Tag Archives: Victor Davis Hanson

Six months

Some soldiers say they can turn it around in Iraq in eighteen months. Military historian Victor Davis Hanson bets they have six.

"The war will be won or lost, like it or not, fairly or unjustly, in the next six months in Baghdad. Either Gen. Petraeus quells the violence to a level that even the media cannot exaggerate, or the enterprise fails, and we withdraw. For all the acrimony and hysteria at home, that in the end is what we face—the verdict of all wars that ultimately are decided by the soldiers, and then either supported or opposed by the majority at home with no views or ideology other than its desire to conform to the narrative from the front: support our winners, oppose our losers. In the end, that is what this entire hysterical four years are about."

I hope he’s wrong. If he’s right, there will be hell to pay. 

Finally, our Grant?

Victor Davis Hanson making predictions on the campaign in Iraq:

"If Gen. Petraeus fails he will be unfairly forgotten, but if he succeeds, and I think he will, he will be fairly canonized."

Waiting for a Sherman or a Grant

Historian Victor Davis Hanson returns from Iraq dreaming of the emergence of an American general capable of more than midnight assignations with the MSM for anonymous complaints:

"The traveler to Iraq is struck not by dearth, but opulence—everything imaginable from new SUVs to Eskimo Pies. Internet Service there was far faster than from my home in rural Fresno County…Somewhere in the US military right now is a Grant, Sherman, Patton, Ridgeway, or Abrams…Now is the time to let them come forward—as they have always arisen from obscurity in past American wars when their nation’s hour of need has come."

A good read in which history offers more hope than the shoulda, coulda, woulda war hearings the Dems are about to begin.

Adios Rummy

I like him and will miss his gruff disdain for stupid questions from the news media. I hope he just got tired of wearing the bullseye, rather than Bush caving to the hysterical and getting rid of him, but we’ll know what happened in time.

Meanwhile, there’s a good postmortem on him and the elections by military historian VDH.

Rumsfeld, VDH says, "Tried to take a top-heavy Pentagon and prepare it for the wars of the postmodern world, in which on a minute’s notice thousands of American soldiers, with air and sea support, would have to be sent to some god-awful place to fight some savagery—and then be trashed live on CNN for doing it."

UPDATE  Rummy spoke today at Kansas State U.
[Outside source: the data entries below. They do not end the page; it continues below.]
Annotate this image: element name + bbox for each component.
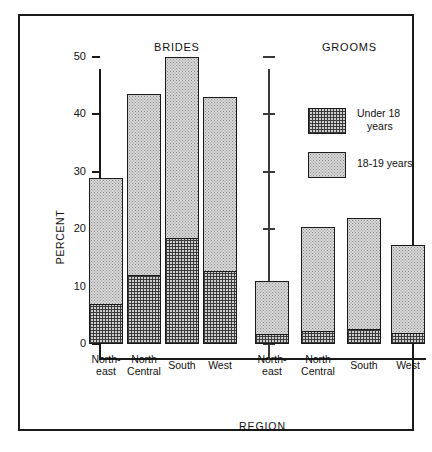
bar-segment-18-19-years	[128, 95, 160, 276]
bar-grooms-north-central	[301, 227, 335, 344]
plot-frame: BRIDES GROOMS 01020304050 North-eastNort…	[18, 14, 414, 431]
y-tick-40	[92, 113, 100, 115]
category-label-line2: Central	[301, 365, 335, 377]
bar-segment-under-18-years	[128, 276, 160, 343]
chart-figure: BRIDES GROOMS 01020304050 North-eastNort…	[0, 0, 432, 452]
y-tick-label-50: 50	[60, 51, 86, 62]
bar-segment-18-19-years	[392, 246, 424, 334]
bar-segment-18-19-years	[348, 219, 380, 330]
legend-label-under18-line2: years	[357, 120, 393, 133]
category-label-line2: east	[262, 365, 282, 377]
y-tick-label-40: 40	[60, 108, 86, 119]
bar-segment-18-19-years	[204, 98, 236, 271]
bar-grooms-north-east	[255, 281, 289, 344]
secondary-y-tick-40	[263, 113, 275, 115]
legend-label-1819: 18-19 years	[357, 157, 432, 170]
x-category-label-grooms-west: West	[375, 359, 432, 371]
legend-label-under18: Under 18 years	[357, 107, 432, 133]
y-tick-30	[92, 171, 100, 173]
category-label-line1: West	[208, 359, 232, 371]
bar-brides-south	[165, 57, 199, 344]
bar-segment-under-18-years	[256, 335, 288, 343]
bar-brides-north-central	[127, 94, 161, 344]
bar-segment-under-18-years	[392, 334, 424, 343]
legend-swatch-under18-icon	[308, 108, 346, 134]
bar-segment-18-19-years	[256, 282, 288, 335]
secondary-y-tick-50	[263, 56, 275, 58]
bar-grooms-south	[347, 218, 381, 344]
bar-segment-18-19-years	[166, 58, 198, 239]
y-axis-title: PERCENT	[54, 192, 66, 282]
category-label-line1: North-	[257, 353, 286, 365]
group-title-brides: BRIDES	[154, 41, 200, 53]
y-tick-label-0: 0	[60, 338, 86, 349]
y-tick-50	[92, 56, 100, 58]
group-title-grooms: GROOMS	[322, 41, 377, 53]
secondary-y-tick-30	[263, 171, 275, 173]
bar-segment-under-18-years	[348, 330, 380, 343]
bar-segment-under-18-years	[90, 305, 122, 343]
bar-brides-north-east	[89, 178, 123, 344]
legend-label-under18-line1: Under 18	[357, 107, 400, 119]
bar-segment-18-19-years	[302, 228, 334, 332]
bar-segment-under-18-years	[204, 272, 236, 343]
bar-brides-west	[203, 97, 237, 344]
legend-swatch-1819-icon	[308, 152, 346, 178]
category-label-line1: South	[350, 359, 377, 371]
category-label-line1: West	[396, 359, 420, 371]
category-label-line1: North	[305, 353, 331, 365]
x-axis-title: REGION	[99, 420, 426, 432]
y-tick-label-30: 30	[60, 166, 86, 177]
bar-grooms-west	[391, 245, 425, 344]
bar-segment-18-19-years	[90, 179, 122, 305]
bar-segment-under-18-years	[166, 239, 198, 343]
y-tick-label-10: 10	[60, 281, 86, 292]
secondary-y-tick-20	[263, 228, 275, 230]
bar-segment-under-18-years	[302, 332, 334, 343]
"As we look back on those critical years during the Cold War, so too our grandchildren will one day look back on this time as a defining moment in America’s history. History will judge whether we did all we could to defeat a vicious extremist enemy that threatened our security, our freedom, our very way of life. Or, if we left it to the next generations to try to fight an enemy strengthened by our weakness, and emboldened by our lack of resolve."

Oh, let’s do call them fascists

They’ve certainly earned it, says classics and war historian Victor Davis Hanson.

"…Islamists, as is true of all fascists, privilege their own particular creed of true believers by harkening back to a lost, pristine past, in which the devout were once uncorrupted by modernism.

"True, bin Laden’s mythical Volk doesn’t bath in the clear icy waters of the Rhine untouched by the filth of the Tiber; but rather they ride horses and slice the wind with their scimitars in service of a soon to be reborn majestic world of caliphs and mullahs. Osama bin Laden sashaying in his flowing robes is not all that different from the obese Herman Goering in reindeer horns plodding around his Karinhall castle with suspenders and alpine shorts."

Via NRO

Souls that live on

Somehow, I managed to miss the death Friday of the fiery Italian journalist Oriana Fallaci, 77, but Victor Davis Hanson does her obit proud, and brings in the Pope’s recent problem as well.

"So long may you run, Ms. Fallaci, you who by now have learned that, yes, there is a soul, and, yes, yours was indeed saved for eternity if only for its singular courage and honesty alone. And dear Pope: clarify, contextualize, express sorrow over the wrong interpretation of your remarks, but please don’t apologize for the Truth—not now, not ever."